Additionally, this incident comes just two years after GoDaddy had its cloud configuration information exposed after an Amazon employee left an AWS S3 bucket open. The very different nature of these two security incidents underscores the importance of the shared responsibility model when it comes to the cloud.

To prevent similar incidents and thwart unauthorised access to customer information, organisations must leverage multi-faceted solutions that enforce real-time access control, detect misconfigurations, encrypt sensitive data at rest, manage the sharing of data with external parties, and prevent data leakage. Organisations must also authenticate their users to validate who they are, before granting them access to their systems. Fortunately, multi-factor authentication (MFA) and user and entity behaviour analytics (UEBA) are tools that can help companies protect their data.

Last edited 3 years ago by Anurag Kahol
Timothy Chiu
Timothy Chiu , Vice President of Marketing
May 6, 2020 12:02 pm

Companies continue to get breached with traditional security tools like Web Application Firewalls and Endpoint protection, an indication that we need better security tools. Traditional methods that typically rely on indicators from past attacks just aren’t working. Even NIST realized this – for the first time, they updated their standard to include Runtime Application Self-Protection (RASP) as a requirement for web security.

As a protection mechanism, WAF sits on the perimeter, so if that’s all the protection GoDaddy or any other organization is using, then if the attackers did get malware on the servers or manipulated files on the servers, it’s much harder to detect. Security needs to be close to the application and reside on the servers to detect changes in real time, so that we find breaches faster, and we can determine if there’s an issue on the server itself (east-west traffic analysis vs. north-south – looking at traffic on the servers, versus looking at traffic to and from the internet).

Last edited 3 years ago by Timothy Chiu
Robert Prigge
May 6, 2020 11:59 am

GoDaddy’s breach of web hosting account credentials further proves usernames and passwords can’t be trusted to keep accounts secure. As unauthorized parties were able to connect to users’ hosting accounts, it’s clear stronger authentication methods are needed. GoDaddy’s response to reset passwords and provide complimentary web security and malware services is simply not enough. How can GoDaddy ensure these new passwords won’t also result in unauthorized account access once the year ends? GoDaddy was one of the first companies to recognize the potential of the internet in the late \’90s and now, as more of our daily interactions move online, they must also recognize the danger of using passwords and multifactor authentication, among other outdated methods of authentication.
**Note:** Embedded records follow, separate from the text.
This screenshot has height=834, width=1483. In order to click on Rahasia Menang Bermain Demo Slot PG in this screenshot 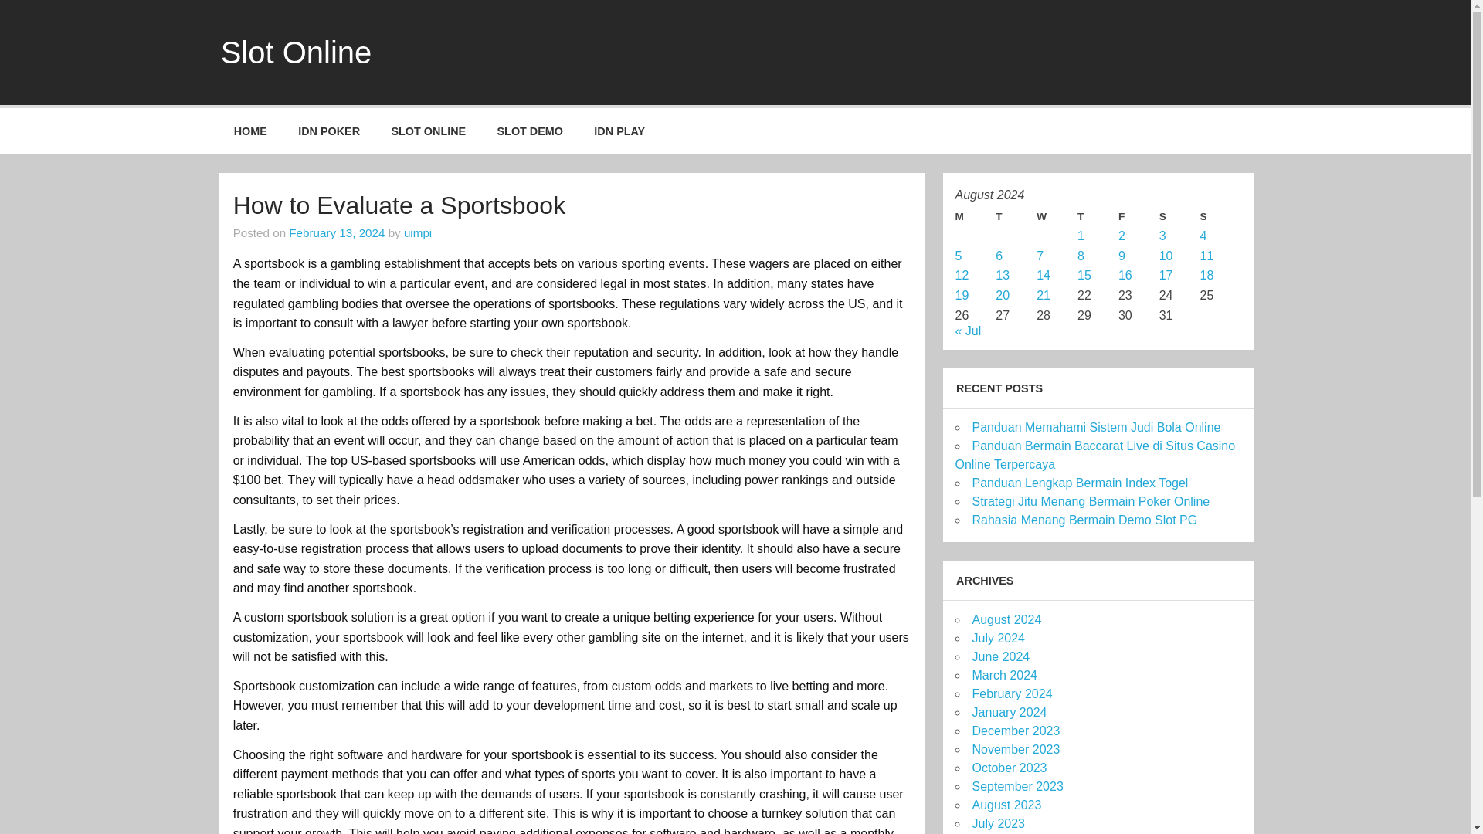, I will do `click(1084, 520)`.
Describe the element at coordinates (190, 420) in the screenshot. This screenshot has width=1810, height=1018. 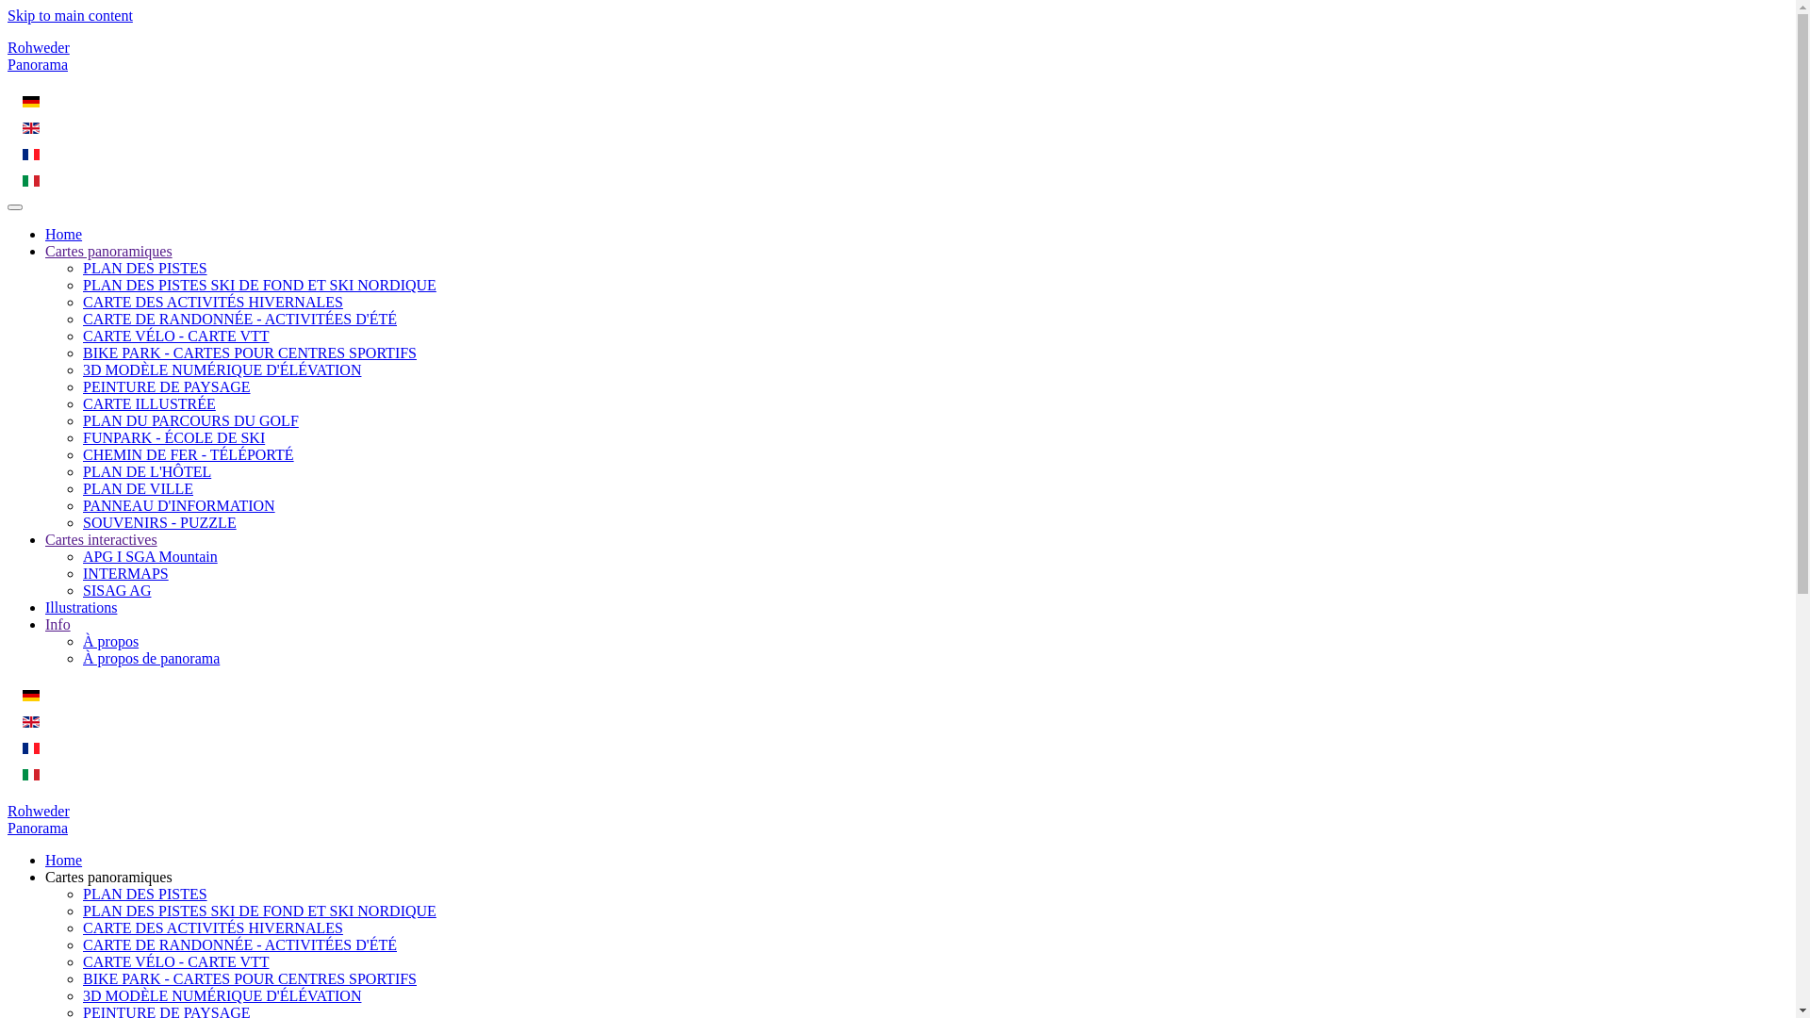
I see `PLAN DU PARCOURS DU GOLF` at that location.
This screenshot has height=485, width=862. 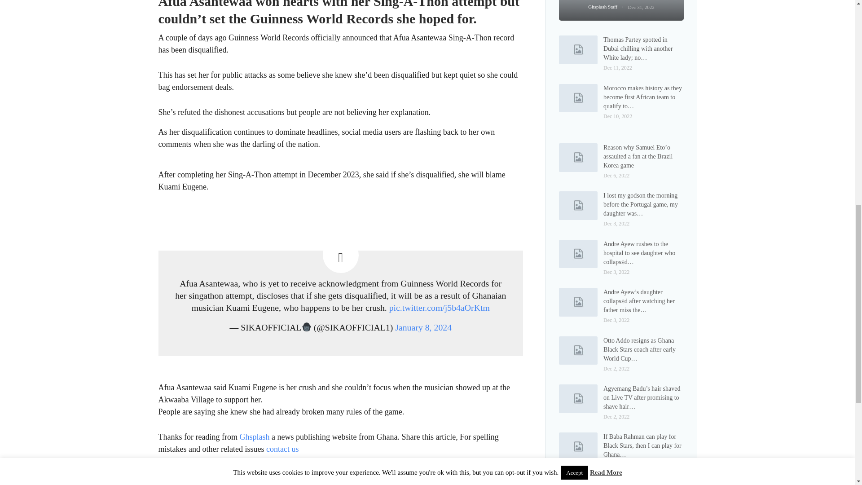 What do you see at coordinates (219, 483) in the screenshot?
I see `Click to share on WhatsApp` at bounding box center [219, 483].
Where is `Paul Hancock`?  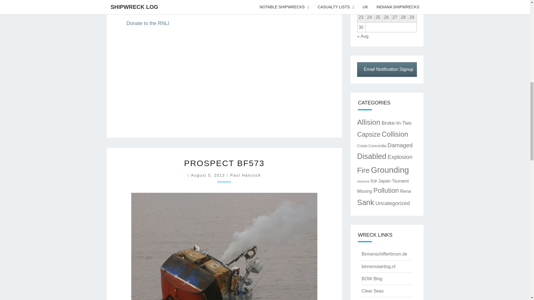 Paul Hancock is located at coordinates (245, 176).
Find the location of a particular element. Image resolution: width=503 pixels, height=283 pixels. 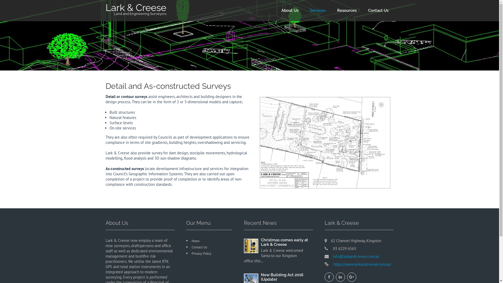

Lark & Creese
Land and Engineering Surveyors is located at coordinates (136, 10).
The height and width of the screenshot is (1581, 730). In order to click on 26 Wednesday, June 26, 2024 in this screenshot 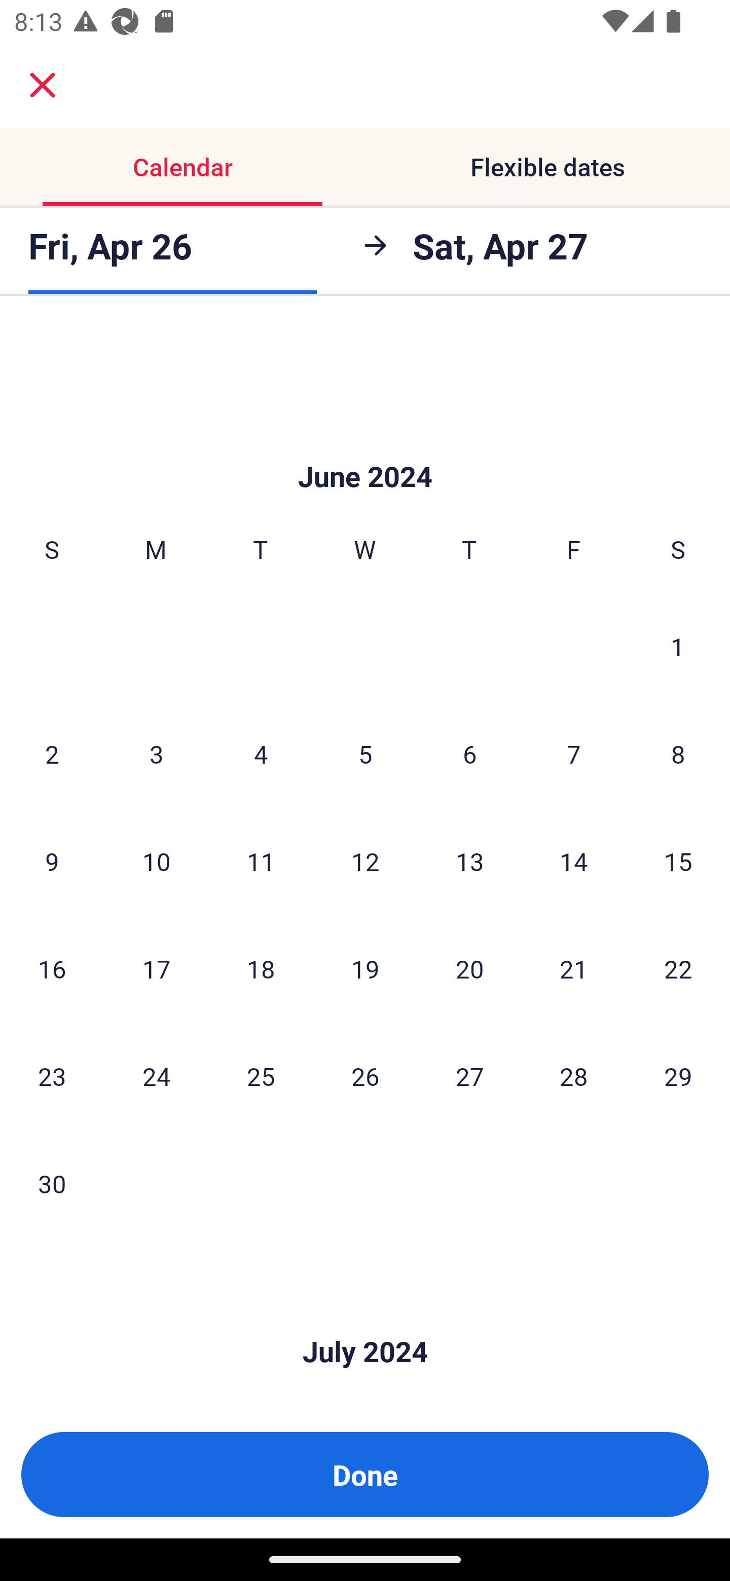, I will do `click(365, 1075)`.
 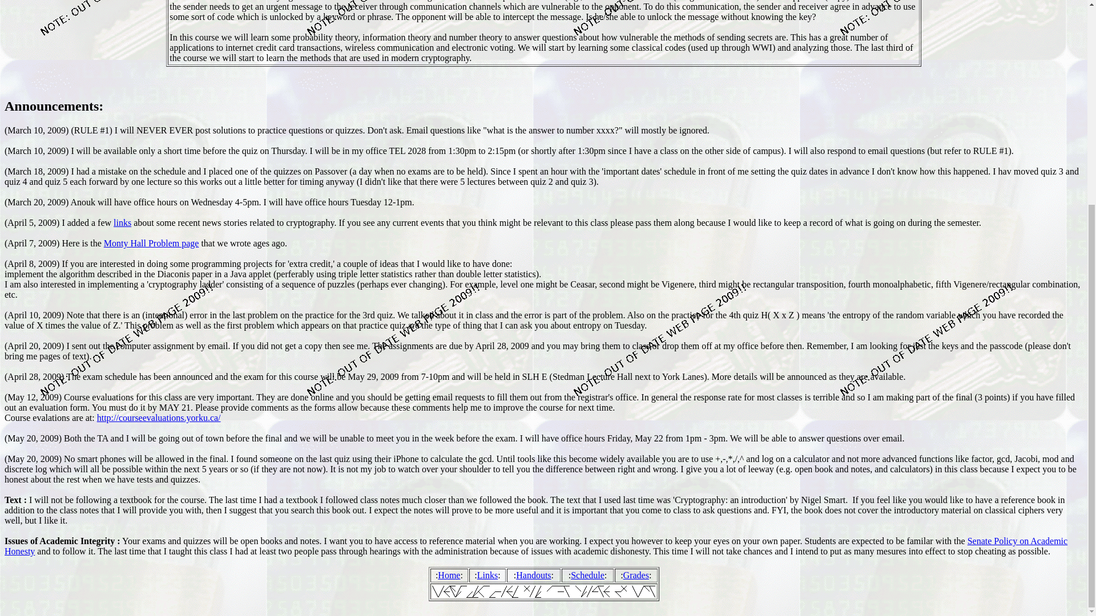 I want to click on Handouts, so click(x=533, y=575).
This is a call to action for GoDaddy and the larger web domain/hosting industry to embrace new technologies to secure their digital ecosystems, and biometric authentication (leveraging a user’s unique biological traits to verify identity) can ensure only authorized users can access their accounts in today’s fraud landscape.

Last edited 3 years ago by Robert Prigge
Chris DeRamus
Chris DeRamus , VP of Technology Cloud Security Practice
May 6, 2020 11:57 am

Unauthorized access is a popular culprit behind many data breaches, and this isn’t GoDaddy’s first security issue involving compromised accounts. According to a Ponemon survey, 59 percent of IT security respondents say customer accounts have been subject to an account takeover. Customers put their trust in companies by allowing them to collect and store their information. To keep that trust, organizations must be proactive in ensuring that their data is protected with adequate security controls and a robust identity management strategy.

To protect data, organizations must follow the principle of least-privileged access in provisioning identity access management (IAM) permissions, by providing checks to restrict identities from being able to do more than they are supposed to, and implement multi-factor authentication (MFA) for all users. By leveraging MFA, an account is 99.9% less likely to be compromised. Additionally, organizations must securely manage service accounts and their corresponding keys, and enforce best practices for the use of audit logs and cloud logging roles.